Thursday, January 18, 2007

Dialogue with a prof... and a classmate...

comments received are in light blue:
I would argue that the escalator is not a synthetic stair, but the exact opposite - it removes the stair completely (if the stair is more than simply getting from point a to point b).


A synthetic limb is placed where a limb was removed completely, no?

It also does not create a synesthetic experience. What aspect of the stair are you looking at?

The stair does not represent a synthetic experience. The stair has always been an element on which, in general, you must pay some measure of attention to your footing. In the escalator came a new experience... 15 seconds in a shopper's life where he could/should now stop and look around because technology is watching his footing for him. The escalator constitutes a synthesized experience because it is a moment in life that would not occur without the intervention of man (created) and because it finds its components in the aether of past inventions. In other words, it is the coming together of pieces to accomplish the task of its conceptual beginning: the stair.

The stair is a precarious event in architecture, it is not a ladder and it is not a ramp. It sits in between. There are many beautiful changes in the history of the stair that would be worth investigating in that regard.

There are, indeed, many interesting occurrances of the stair in architectural history. However, I feel that the only important aspect of the stair to my design project right now is that it is a measure of human scale and movement. I can't use everything so I might as well stop once I have my head around something good.

From David Reed I take this concept as a central one: that through architecture I can create indications of human movement and activity.
From the material synthetics I take this: the concept of creating an assemblage of pieces to accomplish the task of an Other object.
From the stair element I take this: movement between two points accomplished by an object assemblage. It is the stair which shows the movement called for by David Reed. It is the stair that will be synthesized and its task accomplished by a conceived element.


So-- forgive my naivite-- but from the idea of the stair to the elevator you realized that in a sense, this was a synthetic jump? Is this synthetic jump in the philosophical sense of the word-- where you the second part of your conlusion-- the elevator-- is "synthetic" because it pulls the ideas of the earlier concept of the "stair"?


I'm not sure what you're asking but the elevator is a synthesized version of the escalator which is a synthesized version of the stair. The elevator (for lack of a better term) that I have conceived uses an assemblage of other things to take the place of the escalator just like synthetic fibres are polymers in assemblage intended to take the palce of other cloths.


Requirement:
The lines to copy are those holding the string "Financial" in the entries below.
[Opening Exercise data section]
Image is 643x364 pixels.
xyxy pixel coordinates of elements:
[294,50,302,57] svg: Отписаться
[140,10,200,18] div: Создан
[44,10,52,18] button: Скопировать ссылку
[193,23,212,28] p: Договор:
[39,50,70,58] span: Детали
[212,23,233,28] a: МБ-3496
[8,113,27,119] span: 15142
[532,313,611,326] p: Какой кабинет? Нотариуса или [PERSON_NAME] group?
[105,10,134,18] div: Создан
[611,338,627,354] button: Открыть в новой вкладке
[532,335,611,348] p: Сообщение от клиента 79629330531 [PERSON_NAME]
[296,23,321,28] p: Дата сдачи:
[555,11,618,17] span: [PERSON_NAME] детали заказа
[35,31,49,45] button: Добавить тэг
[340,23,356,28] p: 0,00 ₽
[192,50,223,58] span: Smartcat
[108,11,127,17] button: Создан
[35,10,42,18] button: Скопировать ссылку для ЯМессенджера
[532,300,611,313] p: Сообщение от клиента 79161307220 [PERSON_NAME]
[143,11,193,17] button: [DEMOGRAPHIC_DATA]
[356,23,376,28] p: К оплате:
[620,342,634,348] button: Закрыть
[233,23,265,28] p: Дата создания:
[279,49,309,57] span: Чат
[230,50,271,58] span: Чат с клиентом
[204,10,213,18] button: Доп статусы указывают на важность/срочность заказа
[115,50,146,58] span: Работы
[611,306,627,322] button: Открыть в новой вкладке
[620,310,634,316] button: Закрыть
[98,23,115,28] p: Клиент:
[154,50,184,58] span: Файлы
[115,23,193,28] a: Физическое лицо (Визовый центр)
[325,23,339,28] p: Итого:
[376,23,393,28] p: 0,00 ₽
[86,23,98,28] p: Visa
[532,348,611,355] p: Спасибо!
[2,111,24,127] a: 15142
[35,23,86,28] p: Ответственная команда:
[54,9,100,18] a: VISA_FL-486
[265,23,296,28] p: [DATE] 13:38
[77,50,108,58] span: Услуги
[Closing Exercise data section]
[Opening Exercise data section]
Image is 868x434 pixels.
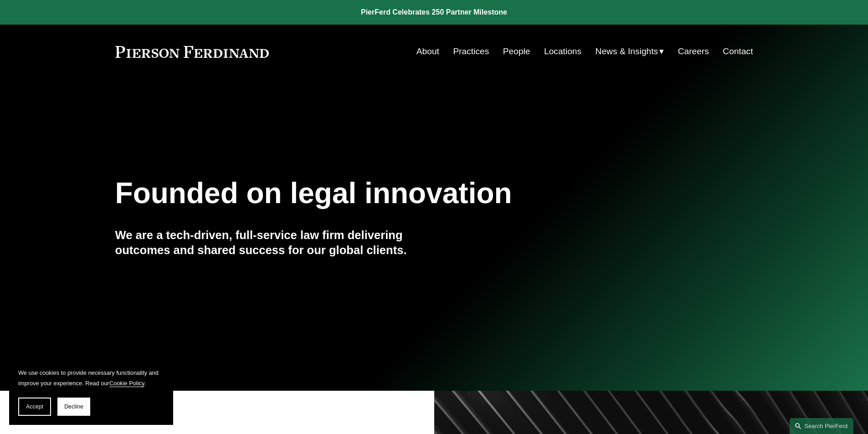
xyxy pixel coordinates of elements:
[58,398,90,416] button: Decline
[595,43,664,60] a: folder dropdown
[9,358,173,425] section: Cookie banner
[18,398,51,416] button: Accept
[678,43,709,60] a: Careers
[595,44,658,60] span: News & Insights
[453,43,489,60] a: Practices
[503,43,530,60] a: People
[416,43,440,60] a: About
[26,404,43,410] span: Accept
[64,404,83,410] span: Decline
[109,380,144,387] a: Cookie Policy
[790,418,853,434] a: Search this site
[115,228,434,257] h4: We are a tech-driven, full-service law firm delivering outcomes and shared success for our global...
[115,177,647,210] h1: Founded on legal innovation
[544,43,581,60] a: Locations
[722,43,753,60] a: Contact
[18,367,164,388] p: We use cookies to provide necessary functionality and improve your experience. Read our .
[Closing Exercise data section]
[Opening Exercise data section]
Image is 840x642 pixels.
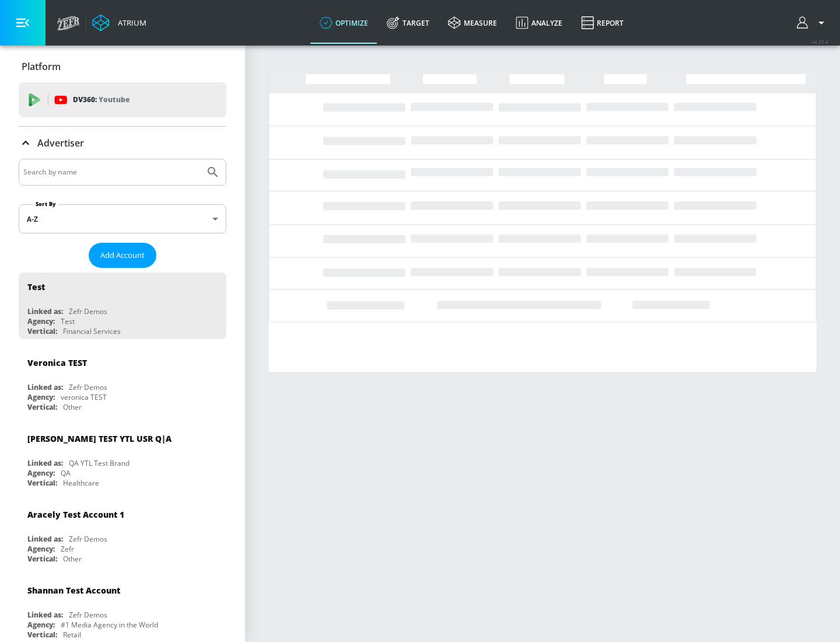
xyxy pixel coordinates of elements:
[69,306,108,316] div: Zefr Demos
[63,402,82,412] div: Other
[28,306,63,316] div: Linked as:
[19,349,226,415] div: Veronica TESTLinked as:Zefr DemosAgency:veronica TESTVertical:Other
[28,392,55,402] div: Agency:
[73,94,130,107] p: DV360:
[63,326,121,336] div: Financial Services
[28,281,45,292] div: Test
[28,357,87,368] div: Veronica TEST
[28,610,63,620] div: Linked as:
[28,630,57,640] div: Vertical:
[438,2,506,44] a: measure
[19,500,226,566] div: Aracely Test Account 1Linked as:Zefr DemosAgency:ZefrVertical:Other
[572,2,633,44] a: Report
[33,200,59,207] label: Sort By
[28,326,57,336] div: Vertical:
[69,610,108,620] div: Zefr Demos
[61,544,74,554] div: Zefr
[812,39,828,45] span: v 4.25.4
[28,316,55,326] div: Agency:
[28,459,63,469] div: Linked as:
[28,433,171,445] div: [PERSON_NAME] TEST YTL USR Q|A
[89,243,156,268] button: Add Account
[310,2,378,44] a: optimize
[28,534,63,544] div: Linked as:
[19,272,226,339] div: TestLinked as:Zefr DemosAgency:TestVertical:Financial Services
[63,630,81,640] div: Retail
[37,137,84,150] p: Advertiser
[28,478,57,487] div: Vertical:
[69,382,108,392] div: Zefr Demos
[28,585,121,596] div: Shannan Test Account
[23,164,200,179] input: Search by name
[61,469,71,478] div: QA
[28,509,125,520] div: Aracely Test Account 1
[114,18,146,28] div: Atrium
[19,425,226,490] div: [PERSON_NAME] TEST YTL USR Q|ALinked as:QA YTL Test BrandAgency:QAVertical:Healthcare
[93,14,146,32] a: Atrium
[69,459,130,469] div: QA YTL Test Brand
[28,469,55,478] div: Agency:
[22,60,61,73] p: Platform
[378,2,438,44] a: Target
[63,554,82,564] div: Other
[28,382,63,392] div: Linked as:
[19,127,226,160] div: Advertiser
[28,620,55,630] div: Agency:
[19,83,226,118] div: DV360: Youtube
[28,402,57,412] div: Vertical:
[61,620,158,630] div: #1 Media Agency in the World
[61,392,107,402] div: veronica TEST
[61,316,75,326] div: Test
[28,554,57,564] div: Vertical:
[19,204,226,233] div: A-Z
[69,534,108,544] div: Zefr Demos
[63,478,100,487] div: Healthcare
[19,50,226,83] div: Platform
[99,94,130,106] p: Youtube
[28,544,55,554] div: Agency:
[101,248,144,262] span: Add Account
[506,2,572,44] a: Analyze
[Closing Exercise data section]
Task response:
[63,326,121,336] div: Financial Services
[19,272,226,339] div: TestLinked as:Zefr DemosAgency:TestVertical:Financial Services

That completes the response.